110 Young J said (at 202-3):


          “There does not appear to any commercial reason why, in 1992, the court should invalidate any transaction merely because a mortgagee obtains a collateral advantage or seeks to purchase a mortgage property. Quite obviously equity must intervene if there is unconscionable conduct. Again equity must intervene in the classic case where it can see that a necessitous borrower is not, truly speaking, a free borrower.

          In my view, in 1992, the rule only applies where the mortgagee obtains a collateral advantage which in all the circumstances is either unfair or unconscionable. It may be that the court presumes from the mere fact of a collateral advantage that the transaction is unconscionable unless there is evidence to the contrary, but the principle does not extend to invalidate automatically cases in which the mortgagee has obtained the right to purchase the whole or part of the mortgaged property in certain circumstances or has obtained a collateral advantage where the circum­ stances show that there has been no unfairness or unconscionable conduct.”

111 The client defendants argue that the unconscionability element plays no necessary part in the application of the equitable principle. They say that any such overlay is inconsistent with authority binding on a judge of this court sitting at first instance.
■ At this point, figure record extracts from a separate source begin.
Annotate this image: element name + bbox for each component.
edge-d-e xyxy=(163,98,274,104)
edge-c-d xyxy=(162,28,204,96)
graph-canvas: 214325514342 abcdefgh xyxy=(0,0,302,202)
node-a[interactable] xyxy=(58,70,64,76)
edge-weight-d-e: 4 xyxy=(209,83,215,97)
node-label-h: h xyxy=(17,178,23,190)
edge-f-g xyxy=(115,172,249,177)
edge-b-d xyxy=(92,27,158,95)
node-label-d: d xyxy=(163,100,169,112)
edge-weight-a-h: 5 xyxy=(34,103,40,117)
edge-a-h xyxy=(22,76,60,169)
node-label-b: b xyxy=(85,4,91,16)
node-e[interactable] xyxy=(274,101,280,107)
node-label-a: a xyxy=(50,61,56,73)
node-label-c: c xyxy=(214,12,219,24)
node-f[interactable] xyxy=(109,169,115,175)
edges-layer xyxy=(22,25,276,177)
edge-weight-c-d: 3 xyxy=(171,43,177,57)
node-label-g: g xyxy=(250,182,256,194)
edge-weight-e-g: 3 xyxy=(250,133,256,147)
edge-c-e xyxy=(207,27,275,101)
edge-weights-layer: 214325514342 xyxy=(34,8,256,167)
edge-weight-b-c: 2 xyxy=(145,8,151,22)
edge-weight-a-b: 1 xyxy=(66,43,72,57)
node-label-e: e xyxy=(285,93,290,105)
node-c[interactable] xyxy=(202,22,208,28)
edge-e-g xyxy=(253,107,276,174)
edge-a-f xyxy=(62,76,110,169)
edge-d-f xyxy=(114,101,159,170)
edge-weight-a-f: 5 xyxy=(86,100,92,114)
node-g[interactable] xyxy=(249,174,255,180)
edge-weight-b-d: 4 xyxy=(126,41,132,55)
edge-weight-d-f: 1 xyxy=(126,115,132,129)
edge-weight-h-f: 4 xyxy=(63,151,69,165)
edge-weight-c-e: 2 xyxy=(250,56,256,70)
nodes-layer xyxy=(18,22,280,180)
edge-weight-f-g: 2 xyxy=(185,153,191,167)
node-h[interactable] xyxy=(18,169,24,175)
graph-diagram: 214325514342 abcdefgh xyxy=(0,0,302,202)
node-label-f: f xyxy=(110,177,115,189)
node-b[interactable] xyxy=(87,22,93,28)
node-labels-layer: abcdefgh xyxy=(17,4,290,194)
112 Young J considered that possibility in the Westfield Holdings case when he declined to follow the decisions of the House of Lords in Samuel v Jarrah Timber and Wood Paving Corporation Ltd [1904] AC 323 and G and C Kreglinger v New Patagonia Meat and Cold Storage Company Ltd [1914] AC 25. The principle on which those cases proceeded was stated by Lord Parker in Kreglinger in these terms (at 61):


          “[T]here is now no rule in equity which precludes a mortgagee,
          whether the mortgage be made upon the occasion of a loan or
          otherwise, from stipulating for any collateral advantage, provided such collateral advantage is not either (1) unfair and unconscionable or, (2) in the nature of a penalty clogging the equity of redemption or, (3) inconsistent with or repugnant to the contractual and equitable right to redeem.”

113 Young J held, in effect, that only part (1) of Lord Parker’s formulation should be accepted, with parts (2) and (3) not in truth representing independent aspects of the equitable principle. Putting this another way, the fact that the equity of redemption is denied or overborne by contract is, of itself, insufficient to cause equity to grant relief from the operation of that contract. There must also be some relevant unconscionability.
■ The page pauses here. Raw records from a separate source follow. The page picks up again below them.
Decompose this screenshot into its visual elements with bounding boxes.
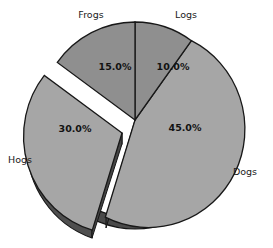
pie-top-layer	[24, 22, 245, 230]
slice-percent-frogs: 15.0%	[99, 61, 132, 72]
slice-percent-hogs: 30.0%	[59, 123, 92, 134]
category-label-logs: Logs	[175, 9, 197, 20]
slice-percent-dogs: 45.0%	[169, 122, 202, 133]
category-label-hogs: Hogs	[8, 154, 32, 165]
pie-chart-canvas: 10.0% 45.0% 30.0% 15.0% Logs Dogs Hogs F…	[0, 0, 273, 248]
category-label-dogs: Dogs	[233, 166, 257, 177]
slice-percent-logs: 10.0%	[157, 61, 190, 72]
category-label-frogs: Frogs	[78, 9, 103, 20]
pie-chart-figure: 10.0% 45.0% 30.0% 15.0% Logs Dogs Hogs F…	[0, 0, 273, 248]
114 Young J referred to two High Court decisions and a decision of the Court of Appeal and expressed the view that what had been said in them about clogs on the equity of redemption did not bind him to adopt the whole of Lord Parker’s formulation. The cases are Baker v Biddle [1923] HCA 26; (1923) 33 CLR 188, Toohey v Gunther [1928] HCA 19; (1928) 41 CLR 181 and Charmelyn Enterprises Pty Ltd v Klonis (1981) 2 BPR 9,527.

115 Baker v Biddle concerned an option held by a mortgagee to purchase the mortgaged property. It was held, however, that the option agreement had ceased to have effect before the purported exercise of the option. The mortgagee’s claim to have the purchase contract specifically enforced failed for that reason. All three members of the court held that, if that had not been so, the option would have been void because of repugnancy to the true nature of the mortgage; but, in view of the primary conclusion, that opinion was merely incidental.

116 Toohey v Gunther concerned a collateral contract tying the trade of the mortgaged hotel property to the brewer mortgagee. It was held that, as a matter of construction (and having regard to the operation of the Torrens title legislation), the tie lasted only while the mortgage subsisted, so that there was no clog on the equity of redemption. Three of the five judges (Knox CJ, Isaacs J and Higgins J) nevertheless accepted apparently without reservation the equitable principles about clogging the equity of redemption as expounded in England to that point. Again, however, that was not essential to the decision.

117 In Charmelyn Enterprises Pty Ltd v Klonis, the Court of Appeal disposed of the clog question by reference to part (1) of Lord Parker’s threefold classification in Kreglinger, thus leaving at large the status of the other parts of it. Young J observed, correctly in my respectful opinion, that the Court of Appeal’s decision was confined to the applicability of the unconscionability aspect and did not bind him to accept those other parts.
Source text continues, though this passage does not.